The problem is this: what shall we decide is the measure of wise and useful division between the laws and conditions we shall make national in extent of social control and in practical functioning of political administration, and those of smaller autonomous units?
What shall belong to the Federal Government and make field for its activity?
What shall belong to the various States and make up their separate systems of law and administration?
And what shall be left to each locality, or each county of each State, for its own political activity?
These are not easy questions to answer, and the constant movement toward centralization of power, not only of standardization but of control in the National Government (a movement which received such an immense impetus during the war), is likely to make this a movable problem of differing answers as our nation grows older.

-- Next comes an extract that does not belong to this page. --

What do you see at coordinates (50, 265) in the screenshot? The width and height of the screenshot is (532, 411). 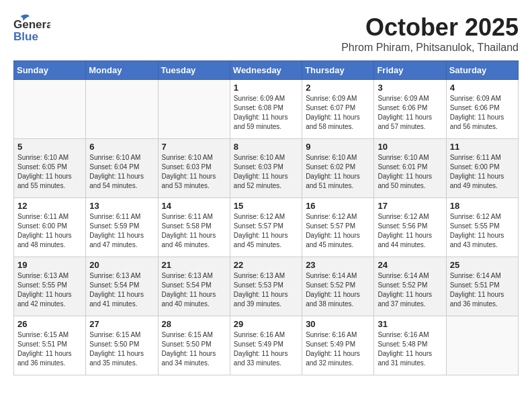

The division of States may give a geographical symbol of deep inherent differences of background of culture and even of race, or that division may mean only a superficial mark of geographic outline between two sets of communities alike in all their inheritance and tendency.

In any case, how much weight shall still be attached to "States Rights," and how much shall we press for a uniform life throughout all the land?
What shall be the special duties of each local community toward its common needs of education, of recreation, of moral protection, and social order?
How much in any given place shall the tendency of neighbors to be unwilling to testify against each other when wrong-doing is practised, and unable to withstand any evil influence when near the centre of its working, lead us to unite in demanding a larger unit for the Juvenile Court or the enforcement of laws against commercialized vice or any other social concern where justice demands a free hand and no favor to any group?
These are questions with which some of our volunteer agencies of social work have wrestled.